If your toddler or preschooler throws toys, cups, or other items to get a reaction, you’re not alone. Learn what this behavior is communicating, how to respond without reinforcing it, and what to do next when your child throws things when ignored or upset.
Share how often your child throws objects mainly for attention or a reaction, and get personalized guidance for handling attention-seeking throwing calmly and consistently.
When a child throws things for attention, the goal is often not the object itself. They may be trying to pull you back in, restart interaction, express frustration, or get a strong reaction. This is especially common when a toddler is upset, a preschooler feels ignored, or a child has learned that throwing quickly gets adults to respond. The good news is that attention-seeking throwing can improve when parents respond in a clear, steady way that teaches a better path to connection.
Your child may toss toys, food, or household items the moment your attention shifts to a sibling, phone call, or task.
Some children throw because yelling, rushing over, or big facial reactions have become part of the pattern they expect.
A toddler or preschooler may throw objects when frustrated, overstimulated, or unsure how to ask for attention in a calmer way.
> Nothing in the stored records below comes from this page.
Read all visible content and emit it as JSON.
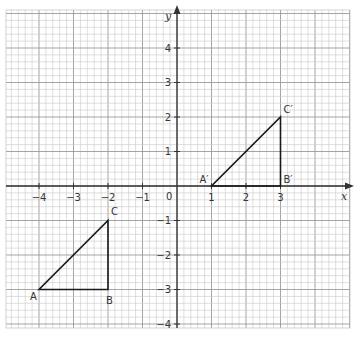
{
  "diagram": {
    "type": "coordinate-grid",
    "x_axis_label": "x",
    "y_axis_label": "y",
    "origin_label": "0",
    "x_ticks": [
      {
        "value": -4,
        "label": "−4"
      },
      {
        "value": -3,
        "label": "−3"
      },
      {
        "value": -2,
        "label": "−2"
      },
      {
        "value": -1,
        "label": "−1"
      },
      {
        "value": 1,
        "label": "1"
      },
      {
        "value": 2,
        "label": "2"
      },
      {
        "value": 3,
        "label": "3"
      }
    ],
    "y_ticks": [
      {
        "value": 4,
        "label": "4"
      },
      {
        "value": 3,
        "label": "3"
      },
      {
        "value": 2,
        "label": "2"
      },
      {
        "value": 1,
        "label": "1"
      },
      {
        "value": -1,
        "label": "−1"
      },
      {
        "value": -2,
        "label": "−2"
      },
      {
        "value": -3,
        "label": "−3"
      },
      {
        "value": -4,
        "label": "−4"
      }
    ],
    "triangles": [
      {
        "name": "ABC",
        "vertices": [
          {
            "label": "A",
            "x": -4,
            "y": -3
          },
          {
            "label": "B",
            "x": -2,
            "y": -3
          },
          {
            "label": "C",
            "x": -2,
            "y": -1
          }
        ]
      },
      {
        "name": "A'B'C'",
        "vertices": [
          {
            "label": "A′",
            "x": 1,
            "y": 0
          },
          {
            "label": "B′",
            "x": 3,
            "y": 0
          },
          {
            "label": "C′",
            "x": 3,
            "y": 2
          }
        ]
      }
    ],
    "colors": {
      "grid_minor": "#c8c8c8",
      "grid_major": "#9a9a9a",
      "axis": "#333333",
      "shape": "#1a1a1a"
    }
  }
}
Move in quickly for safety, use a short limit such as “I won’t let you throw,” and avoid long lectures or dramatic reactions.
As soon as your child uses words, gestures, or calm body language to reconnect, respond with warm attention so they learn what works.
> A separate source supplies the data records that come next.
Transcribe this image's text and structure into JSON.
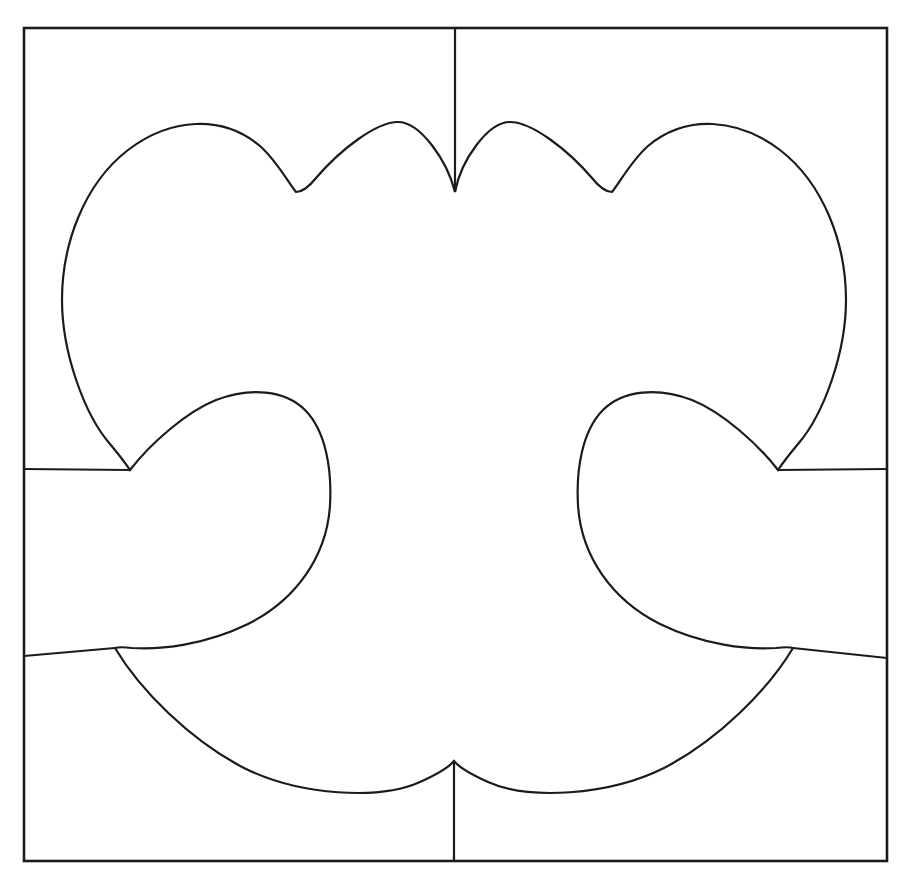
{
  "document": {
    "title": "Symmetric lobed cut-out pattern in square frame",
    "clipped_header_text": "",
    "background_color": "#ffffff",
    "ink_color": "#1b1b1b"
  },
  "canvas": {
    "width": 901,
    "height": 880
  },
  "frame": {
    "name": "square-border",
    "left": 24,
    "top": 28,
    "right": 887,
    "bottom": 861,
    "stroke_width": 2.6,
    "stroke_color": "#1b1b1b",
    "fill": "none"
  },
  "shape": {
    "name": "lobed-symmetric-figure",
    "description": "Bilaterally symmetric outline with two large outer lobes, two small inner bumps at top, two inward-curling hooks at mid-height, and two shallow arcs along the bottom.",
    "symmetry_axis_x": 455,
    "stroke_width": 2.2,
    "stroke_color": "#1b1b1b",
    "fill": "#ffffff",
    "path": "M 455 192 C 447 160 420 122 398 122 C 376 122 340 150 316 178 C 308 188 301 192 296 192 C 288 182 276 160 260 146 C 222 114 170 118 128 150 C 84 184 62 244 62 300 C 62 352 84 414 110 444 C 120 456 126 464 130 470 C 150 444 186 412 216 400 C 250 387 285 390 305 410 C 326 431 332 470 330 505 C 327 556 296 600 248 624 C 205 645 160 650 132 648 C 124 647 118 647 115 648 C 140 690 190 740 244 768 C 300 796 380 800 420 782 C 440 773 450 766 454 761 C 458 766 468 773 488 782 C 528 800 608 796 664 768 C 718 740 768 690 793 648 C 790 647 784 647 776 648 C 748 650 703 645 660 624 C 612 600 581 556 578 505 C 576 470 582 431 603 410 C 623 390 658 387 692 400 C 722 412 758 444 778 470 C 782 464 788 456 798 444 C 824 414 846 352 846 300 C 846 244 824 184 780 150 C 738 118 686 114 648 146 C 632 160 620 182 612 192 C 607 192 600 188 592 178 C 568 150 532 122 510 122 C 488 122 461 160 455 192 Z"
  },
  "dividers": [
    {
      "name": "top-center-seam",
      "from_x": 455,
      "from_y": 28,
      "to_x": 455,
      "to_y": 192
    },
    {
      "name": "bottom-center-seam",
      "from_x": 454,
      "from_y": 761,
      "to_x": 454,
      "to_y": 861
    },
    {
      "name": "left-upper-seam",
      "from_x": 24,
      "from_y": 469,
      "to_x": 130,
      "to_y": 470
    },
    {
      "name": "right-upper-seam",
      "from_x": 778,
      "from_y": 470,
      "to_x": 887,
      "to_y": 469
    },
    {
      "name": "left-lower-seam",
      "from_x": 24,
      "from_y": 656,
      "to_x": 115,
      "to_y": 648
    },
    {
      "name": "right-lower-seam",
      "from_x": 793,
      "from_y": 648,
      "to_x": 887,
      "to_y": 658
    }
  ],
  "landmarks": {
    "top_center_cusp": [
      455,
      192
    ],
    "inner_bump_left_peak": [
      398,
      122
    ],
    "inner_bump_right_peak": [
      510,
      122
    ],
    "outer_cusp_left": [
      296,
      192
    ],
    "outer_cusp_right": [
      612,
      192
    ],
    "leftmost_point": [
      62,
      302
    ],
    "rightmost_point": [
      846,
      302
    ],
    "side_cusp_left": [
      130,
      470
    ],
    "side_cusp_right": [
      778,
      470
    ],
    "hook_tip_left": [
      285,
      398
    ],
    "hook_tip_right": [
      625,
      398
    ],
    "lower_junction_left": [
      115,
      648
    ],
    "lower_junction_right": [
      793,
      648
    ],
    "bottom_center_peak": [
      454,
      761
    ],
    "bottom_arc_low_left": [
      330,
      790
    ],
    "bottom_arc_low_right": [
      578,
      790
    ]
  }
}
Teach simple alternatives like “play with me,” “help please,” or handing you a toy instead of throwing it to get noticed.
Attention-seeking throwing often grows when responses are inconsistent. Sometimes parents ignore it, other times they react strongly, negotiate, or give extra attention after the throw. That mixed pattern can accidentally teach a child to keep trying. It also tends to worsen when children are tired, hungry, overstimulated, or competing for attention. A more effective plan combines safety, predictable limits, and fast reinforcement of appropriate bids for connection.
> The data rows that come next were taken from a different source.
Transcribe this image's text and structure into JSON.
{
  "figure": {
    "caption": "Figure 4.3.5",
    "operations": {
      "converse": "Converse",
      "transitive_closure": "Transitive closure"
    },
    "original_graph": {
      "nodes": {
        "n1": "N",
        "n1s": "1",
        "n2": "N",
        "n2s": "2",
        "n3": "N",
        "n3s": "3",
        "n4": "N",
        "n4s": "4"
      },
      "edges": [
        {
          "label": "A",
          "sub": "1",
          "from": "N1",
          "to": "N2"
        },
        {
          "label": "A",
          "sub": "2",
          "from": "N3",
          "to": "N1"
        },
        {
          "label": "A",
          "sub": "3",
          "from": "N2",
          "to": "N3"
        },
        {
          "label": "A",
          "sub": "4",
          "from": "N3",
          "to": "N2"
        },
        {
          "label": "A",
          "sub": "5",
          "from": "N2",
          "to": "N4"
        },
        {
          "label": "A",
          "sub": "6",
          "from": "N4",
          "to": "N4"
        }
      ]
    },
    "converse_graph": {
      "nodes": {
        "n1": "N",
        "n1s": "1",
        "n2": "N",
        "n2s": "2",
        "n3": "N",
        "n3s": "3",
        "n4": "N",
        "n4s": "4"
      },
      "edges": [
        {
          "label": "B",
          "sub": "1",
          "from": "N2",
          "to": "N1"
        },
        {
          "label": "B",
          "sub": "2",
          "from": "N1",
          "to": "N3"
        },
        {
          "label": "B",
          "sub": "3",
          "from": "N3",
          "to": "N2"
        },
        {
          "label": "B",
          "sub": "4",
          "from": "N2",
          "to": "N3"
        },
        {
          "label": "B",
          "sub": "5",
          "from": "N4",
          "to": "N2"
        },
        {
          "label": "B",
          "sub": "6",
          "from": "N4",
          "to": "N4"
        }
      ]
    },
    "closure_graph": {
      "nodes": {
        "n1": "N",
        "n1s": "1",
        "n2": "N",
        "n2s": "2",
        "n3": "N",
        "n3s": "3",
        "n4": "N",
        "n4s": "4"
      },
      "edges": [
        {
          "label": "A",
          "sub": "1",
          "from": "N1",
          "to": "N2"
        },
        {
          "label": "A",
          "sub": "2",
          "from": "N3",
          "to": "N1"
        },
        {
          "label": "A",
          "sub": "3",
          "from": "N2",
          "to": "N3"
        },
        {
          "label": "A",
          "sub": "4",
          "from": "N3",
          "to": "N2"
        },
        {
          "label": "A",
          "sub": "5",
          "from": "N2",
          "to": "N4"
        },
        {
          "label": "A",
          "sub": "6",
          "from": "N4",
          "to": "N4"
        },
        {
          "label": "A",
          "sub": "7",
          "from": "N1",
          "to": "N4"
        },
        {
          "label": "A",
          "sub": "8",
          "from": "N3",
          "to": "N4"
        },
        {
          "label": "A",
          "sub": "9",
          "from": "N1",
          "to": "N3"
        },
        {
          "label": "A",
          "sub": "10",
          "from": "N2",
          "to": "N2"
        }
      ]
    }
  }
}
Throwing can also be linked to frustration, sensory needs, transitions, or communication delays. The right response depends on the pattern.
Small changes in timing, wording, and follow-through can lower the payoff of throwing while keeping your child connected to you.
You can get practical next steps for immediate response, prevention, and teaching replacement behaviors that fit your child’s age.
Many children learn that throwing gets fast attention, even if the attention is negative. If your child feels disconnected, frustrated, or unable to ask clearly for interaction, throwing may become a shortcut to getting you to respond.
Start with safety and a calm, brief limit. Avoid big reactions, then give attention quickly when your child uses a better way to connect, such as words, gestures, or calm play. Consistency matters more than intensity.
No. Some toddlers throw when overwhelmed, angry, tired, or struggling with impulse control. Attention can still play a role, but it helps to look at what happens right before and right after the behavior.
Use a short, steady phrase like “I won’t let you throw” or “Toys stay on the floor.” Then guide them toward a replacement, such as “Say, play with me,” and respond warmly when they try it.
Ignore the drama, not the safety issue. If objects are being thrown, step in calmly to block or remove items. The goal is to avoid rewarding the behavior with a big reaction while still setting a clear limit and teaching a better way to ask for attention.
Answer a few questions about when your child throws objects, what reactions seem to fuel it, and how often it happens. You’ll get clear next steps tailored to this specific behavior.